Germany Still Pays Out Millions to Nazi War Criminals’ Widows

Germany Still Pays Out Millions to Nazi War Criminals' Widows

As the 80th anniversary of the liberation of Auschwitz approaches, a recent report has shed light on a long-standing issue in Germany, where the government is still paying out war victim pensions, including to former SS members, despite a law intended to prevent this. According to the German magazine “Stern” and the online platform “Frag den Staat”, a total of 8,305 individuals, including 7,648 in Germany and 657 abroad, received war victim pensions in December 2023, at a cost of around five million euros annually to the German state.

The report highlights that even former Waffen-SS soldiers in foreign countries are receiving these pensions, with the “Stern” citing at least four clear cases. The authorities responsible for war victim pensions have confirmed the payments.

Historian and NS expert Stefan Klemp estimates that this is just the tip of the iceberg, with around five percent of all war victim pension recipients being war criminals. Klemp criticizes the 1998 law, which aimed to exclude individuals who committed crimes against the “principles of humanity” from receiving war victim pensions, as a “smokescreen” that has not been effectively implemented in practice.

The former Bundestag member and president of the German-Israeli Society, Volker Beck, also sees the payments to Nazi perpetrators as a failure of Germany. “Nobody has taken it seriously to end this” Beck told the “Stern”. The German government refused to provide information on the recipients of these pensions, citing a lack of data on pension recipients from the statutory pension insurance.

Left Party Bundestag member Jan Korte calls this a “bad excuse” and claims that all German governments, regardless of their color, have lacked the political will to take serious action against the perpetrators of Nazi crimes for decades, despite repeated Sunday sermons and the constant repetition of the lie of the great post-war effort to come to terms with the crimes of National Socialism.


» TASK DETAILS
List each line of the data that holds the string "interactable", please.

» DATASET RECORDS
* * *

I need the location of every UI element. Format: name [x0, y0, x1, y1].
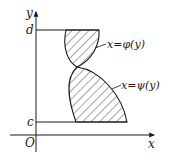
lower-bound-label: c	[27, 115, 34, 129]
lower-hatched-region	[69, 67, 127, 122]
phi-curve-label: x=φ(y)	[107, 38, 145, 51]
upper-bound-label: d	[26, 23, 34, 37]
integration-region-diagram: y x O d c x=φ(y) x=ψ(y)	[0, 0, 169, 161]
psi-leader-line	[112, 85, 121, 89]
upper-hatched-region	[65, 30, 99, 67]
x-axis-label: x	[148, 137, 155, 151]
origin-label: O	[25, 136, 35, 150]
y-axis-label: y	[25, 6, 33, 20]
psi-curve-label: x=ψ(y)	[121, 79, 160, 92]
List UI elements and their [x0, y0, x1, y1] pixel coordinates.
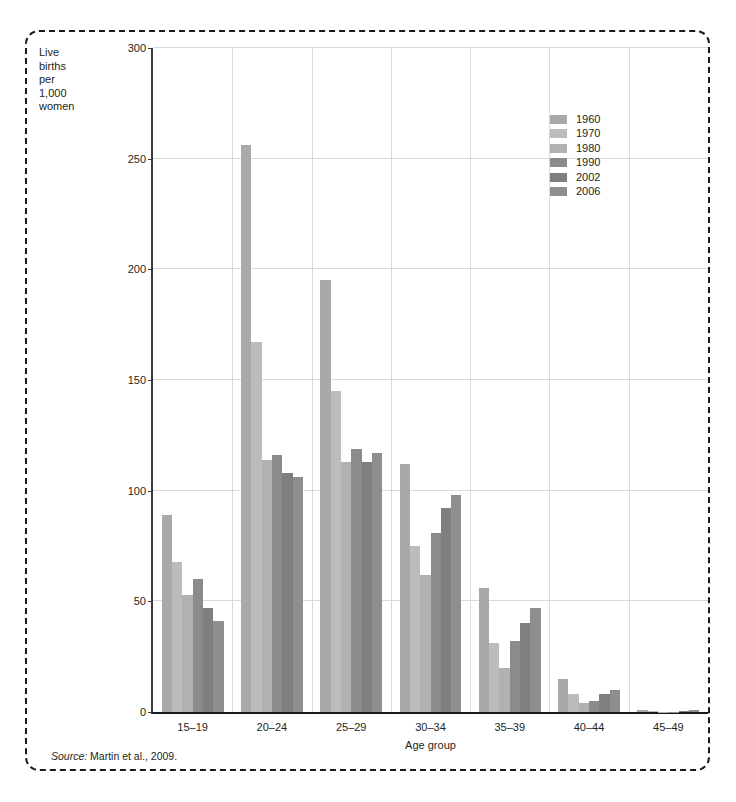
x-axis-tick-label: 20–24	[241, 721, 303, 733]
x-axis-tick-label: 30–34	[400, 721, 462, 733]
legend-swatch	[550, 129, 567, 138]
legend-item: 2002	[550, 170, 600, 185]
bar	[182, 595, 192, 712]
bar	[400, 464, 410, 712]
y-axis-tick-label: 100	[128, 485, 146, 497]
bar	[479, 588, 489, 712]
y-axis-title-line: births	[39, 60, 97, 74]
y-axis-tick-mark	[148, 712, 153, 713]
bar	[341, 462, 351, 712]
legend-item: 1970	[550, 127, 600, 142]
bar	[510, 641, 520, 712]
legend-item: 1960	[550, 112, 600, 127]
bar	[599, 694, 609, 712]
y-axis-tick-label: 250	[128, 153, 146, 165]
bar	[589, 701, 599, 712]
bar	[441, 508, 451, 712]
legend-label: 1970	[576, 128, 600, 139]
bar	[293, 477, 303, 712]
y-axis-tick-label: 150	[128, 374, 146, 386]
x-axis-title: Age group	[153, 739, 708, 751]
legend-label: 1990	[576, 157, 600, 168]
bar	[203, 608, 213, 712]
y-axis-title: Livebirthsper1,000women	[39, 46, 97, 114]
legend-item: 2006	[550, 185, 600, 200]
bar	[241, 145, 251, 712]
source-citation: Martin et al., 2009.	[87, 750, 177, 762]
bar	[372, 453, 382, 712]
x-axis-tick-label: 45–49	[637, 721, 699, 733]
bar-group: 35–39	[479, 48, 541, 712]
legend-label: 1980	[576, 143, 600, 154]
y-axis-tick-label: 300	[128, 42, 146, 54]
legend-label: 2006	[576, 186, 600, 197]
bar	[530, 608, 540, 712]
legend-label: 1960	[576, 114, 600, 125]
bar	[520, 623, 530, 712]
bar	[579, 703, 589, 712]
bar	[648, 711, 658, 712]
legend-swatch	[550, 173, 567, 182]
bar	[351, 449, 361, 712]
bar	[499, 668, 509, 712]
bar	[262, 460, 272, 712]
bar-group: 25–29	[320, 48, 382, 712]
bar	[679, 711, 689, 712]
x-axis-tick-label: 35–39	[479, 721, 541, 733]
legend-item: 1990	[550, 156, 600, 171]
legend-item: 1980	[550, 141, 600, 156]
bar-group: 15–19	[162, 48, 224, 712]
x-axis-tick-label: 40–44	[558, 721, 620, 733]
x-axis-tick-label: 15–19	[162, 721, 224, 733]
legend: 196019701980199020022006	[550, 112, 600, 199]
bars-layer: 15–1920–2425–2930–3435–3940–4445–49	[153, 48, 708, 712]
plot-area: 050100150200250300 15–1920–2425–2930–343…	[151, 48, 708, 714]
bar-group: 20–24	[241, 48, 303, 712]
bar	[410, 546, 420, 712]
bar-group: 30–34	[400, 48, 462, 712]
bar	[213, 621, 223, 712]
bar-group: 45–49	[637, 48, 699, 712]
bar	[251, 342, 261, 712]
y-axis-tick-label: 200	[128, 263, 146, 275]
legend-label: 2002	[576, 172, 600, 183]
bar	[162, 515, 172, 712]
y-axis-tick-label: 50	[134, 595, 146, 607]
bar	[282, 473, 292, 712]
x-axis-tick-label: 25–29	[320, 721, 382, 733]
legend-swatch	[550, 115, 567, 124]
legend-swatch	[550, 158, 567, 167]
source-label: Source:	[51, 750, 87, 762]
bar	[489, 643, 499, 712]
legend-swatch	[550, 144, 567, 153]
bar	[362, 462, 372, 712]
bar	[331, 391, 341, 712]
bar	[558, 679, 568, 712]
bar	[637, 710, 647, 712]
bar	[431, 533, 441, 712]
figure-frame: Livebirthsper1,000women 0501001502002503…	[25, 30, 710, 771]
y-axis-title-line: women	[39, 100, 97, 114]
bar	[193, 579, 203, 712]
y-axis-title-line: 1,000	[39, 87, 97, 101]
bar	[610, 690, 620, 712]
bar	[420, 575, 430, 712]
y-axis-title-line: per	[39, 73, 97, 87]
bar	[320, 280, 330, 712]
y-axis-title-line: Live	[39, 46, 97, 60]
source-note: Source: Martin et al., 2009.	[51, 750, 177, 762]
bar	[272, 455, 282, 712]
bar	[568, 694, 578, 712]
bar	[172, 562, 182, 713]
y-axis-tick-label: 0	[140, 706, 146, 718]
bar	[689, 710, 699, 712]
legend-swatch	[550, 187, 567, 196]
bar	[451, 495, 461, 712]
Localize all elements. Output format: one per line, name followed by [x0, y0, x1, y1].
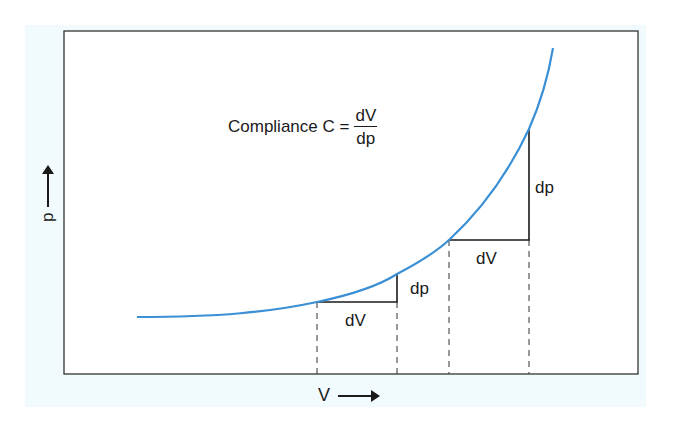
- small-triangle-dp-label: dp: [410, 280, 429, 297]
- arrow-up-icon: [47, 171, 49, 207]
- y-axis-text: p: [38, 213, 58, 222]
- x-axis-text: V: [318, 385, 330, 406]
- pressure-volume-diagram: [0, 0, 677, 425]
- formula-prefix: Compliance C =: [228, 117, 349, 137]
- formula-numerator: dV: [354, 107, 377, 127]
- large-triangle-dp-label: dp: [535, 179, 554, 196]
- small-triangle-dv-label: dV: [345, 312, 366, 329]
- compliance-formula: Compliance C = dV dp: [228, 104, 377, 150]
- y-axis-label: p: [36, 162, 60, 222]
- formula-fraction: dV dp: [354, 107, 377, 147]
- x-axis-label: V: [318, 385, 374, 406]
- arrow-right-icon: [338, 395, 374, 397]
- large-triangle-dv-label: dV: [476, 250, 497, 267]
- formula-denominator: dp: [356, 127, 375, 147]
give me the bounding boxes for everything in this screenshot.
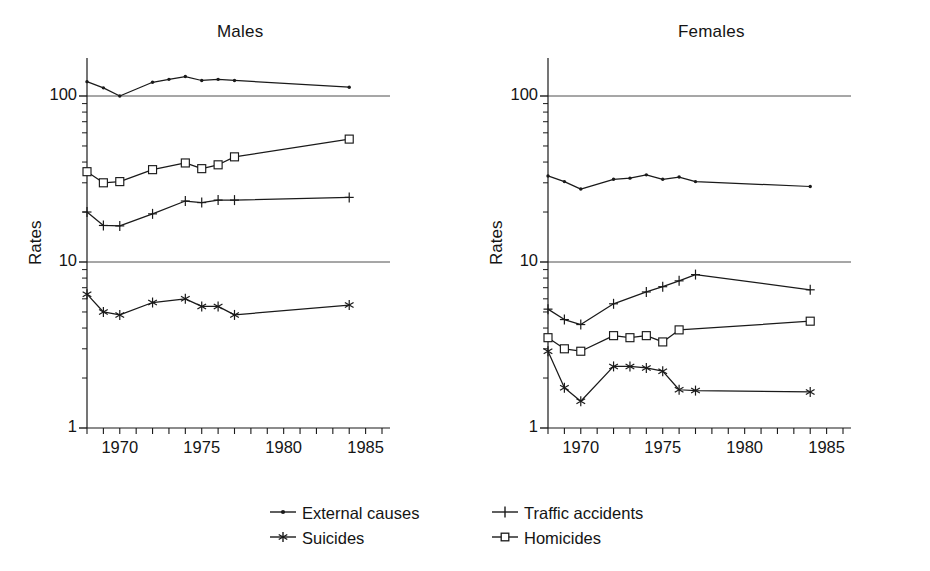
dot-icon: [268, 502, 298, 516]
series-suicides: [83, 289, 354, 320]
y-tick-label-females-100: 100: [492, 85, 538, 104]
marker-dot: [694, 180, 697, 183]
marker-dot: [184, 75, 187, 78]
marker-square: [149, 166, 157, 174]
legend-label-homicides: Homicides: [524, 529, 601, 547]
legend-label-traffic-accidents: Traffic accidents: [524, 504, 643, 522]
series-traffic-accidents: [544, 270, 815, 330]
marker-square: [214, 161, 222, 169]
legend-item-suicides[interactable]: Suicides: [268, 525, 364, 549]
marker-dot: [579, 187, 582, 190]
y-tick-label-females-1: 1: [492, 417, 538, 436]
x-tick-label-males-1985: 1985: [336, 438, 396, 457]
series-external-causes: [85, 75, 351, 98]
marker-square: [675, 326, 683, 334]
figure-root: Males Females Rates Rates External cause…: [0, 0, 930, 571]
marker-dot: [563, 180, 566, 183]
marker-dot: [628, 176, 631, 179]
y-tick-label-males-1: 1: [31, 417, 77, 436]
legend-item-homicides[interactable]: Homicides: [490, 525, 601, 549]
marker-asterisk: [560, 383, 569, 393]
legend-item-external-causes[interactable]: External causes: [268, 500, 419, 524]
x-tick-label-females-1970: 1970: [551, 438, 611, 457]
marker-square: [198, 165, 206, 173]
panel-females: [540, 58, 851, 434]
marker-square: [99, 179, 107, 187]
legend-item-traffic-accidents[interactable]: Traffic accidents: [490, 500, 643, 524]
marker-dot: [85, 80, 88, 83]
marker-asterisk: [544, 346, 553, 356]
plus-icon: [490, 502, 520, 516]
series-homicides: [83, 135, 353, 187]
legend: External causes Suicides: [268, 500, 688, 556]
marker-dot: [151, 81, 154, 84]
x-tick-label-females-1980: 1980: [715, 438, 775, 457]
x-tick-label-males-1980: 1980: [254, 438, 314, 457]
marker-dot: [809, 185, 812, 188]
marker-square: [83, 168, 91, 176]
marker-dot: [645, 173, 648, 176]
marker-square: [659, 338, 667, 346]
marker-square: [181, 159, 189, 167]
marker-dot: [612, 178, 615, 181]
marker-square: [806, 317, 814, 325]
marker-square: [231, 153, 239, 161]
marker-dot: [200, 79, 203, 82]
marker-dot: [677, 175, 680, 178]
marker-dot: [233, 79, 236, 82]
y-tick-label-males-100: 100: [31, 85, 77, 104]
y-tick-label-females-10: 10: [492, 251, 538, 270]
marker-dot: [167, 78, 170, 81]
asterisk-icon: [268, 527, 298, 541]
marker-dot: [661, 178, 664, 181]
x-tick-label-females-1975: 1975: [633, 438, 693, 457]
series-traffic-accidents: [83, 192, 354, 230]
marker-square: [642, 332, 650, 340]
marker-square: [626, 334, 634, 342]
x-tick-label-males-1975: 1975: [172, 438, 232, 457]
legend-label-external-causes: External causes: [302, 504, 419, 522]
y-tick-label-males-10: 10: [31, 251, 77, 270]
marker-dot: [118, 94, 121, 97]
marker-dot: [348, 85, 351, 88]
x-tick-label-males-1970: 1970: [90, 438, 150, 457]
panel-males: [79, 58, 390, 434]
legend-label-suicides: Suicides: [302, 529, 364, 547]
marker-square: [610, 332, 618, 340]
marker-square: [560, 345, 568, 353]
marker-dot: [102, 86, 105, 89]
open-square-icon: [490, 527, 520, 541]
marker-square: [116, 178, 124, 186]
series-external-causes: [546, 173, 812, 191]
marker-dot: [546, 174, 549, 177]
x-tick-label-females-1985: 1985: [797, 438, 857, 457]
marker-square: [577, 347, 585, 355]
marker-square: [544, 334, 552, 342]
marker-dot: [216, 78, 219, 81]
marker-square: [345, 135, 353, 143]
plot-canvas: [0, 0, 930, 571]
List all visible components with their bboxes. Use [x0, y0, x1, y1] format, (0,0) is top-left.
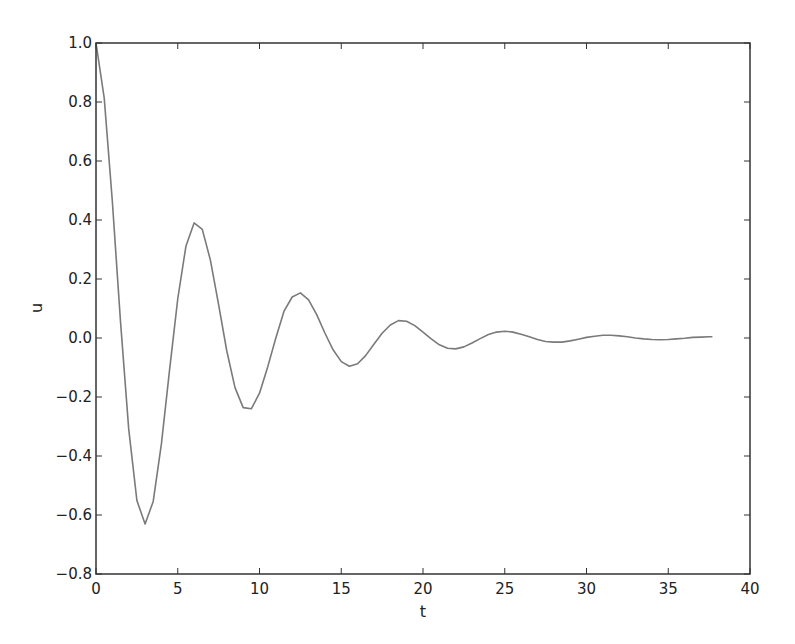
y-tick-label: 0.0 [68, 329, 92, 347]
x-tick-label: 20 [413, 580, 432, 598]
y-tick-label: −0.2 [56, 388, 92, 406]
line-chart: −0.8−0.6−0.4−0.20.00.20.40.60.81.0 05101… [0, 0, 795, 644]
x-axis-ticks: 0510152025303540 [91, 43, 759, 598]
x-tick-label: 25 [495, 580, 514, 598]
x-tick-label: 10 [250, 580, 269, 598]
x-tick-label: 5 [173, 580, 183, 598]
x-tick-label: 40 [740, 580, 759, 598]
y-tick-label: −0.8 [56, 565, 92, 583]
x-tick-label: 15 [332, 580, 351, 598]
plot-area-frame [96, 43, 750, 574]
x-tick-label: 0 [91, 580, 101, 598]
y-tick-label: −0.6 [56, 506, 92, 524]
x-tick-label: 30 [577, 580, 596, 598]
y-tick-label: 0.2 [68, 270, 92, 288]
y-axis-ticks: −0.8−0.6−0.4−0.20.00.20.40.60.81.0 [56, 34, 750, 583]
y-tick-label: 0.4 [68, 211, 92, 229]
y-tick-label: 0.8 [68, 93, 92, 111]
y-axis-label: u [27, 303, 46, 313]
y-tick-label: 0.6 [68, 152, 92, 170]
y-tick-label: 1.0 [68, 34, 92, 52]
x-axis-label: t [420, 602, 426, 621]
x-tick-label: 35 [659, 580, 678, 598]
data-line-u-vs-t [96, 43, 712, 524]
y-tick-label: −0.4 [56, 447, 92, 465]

* * *

» EXERCISE RESULT
legend-item-suicides[interactable]: Suicides: [268, 525, 364, 549]
legend-item-homicides[interactable]: Homicides: [490, 525, 601, 549]
legend-item-external-causes[interactable]: External causes: [268, 500, 419, 524]
legend-item-traffic-accidents[interactable]: Traffic accidents: [490, 500, 643, 524]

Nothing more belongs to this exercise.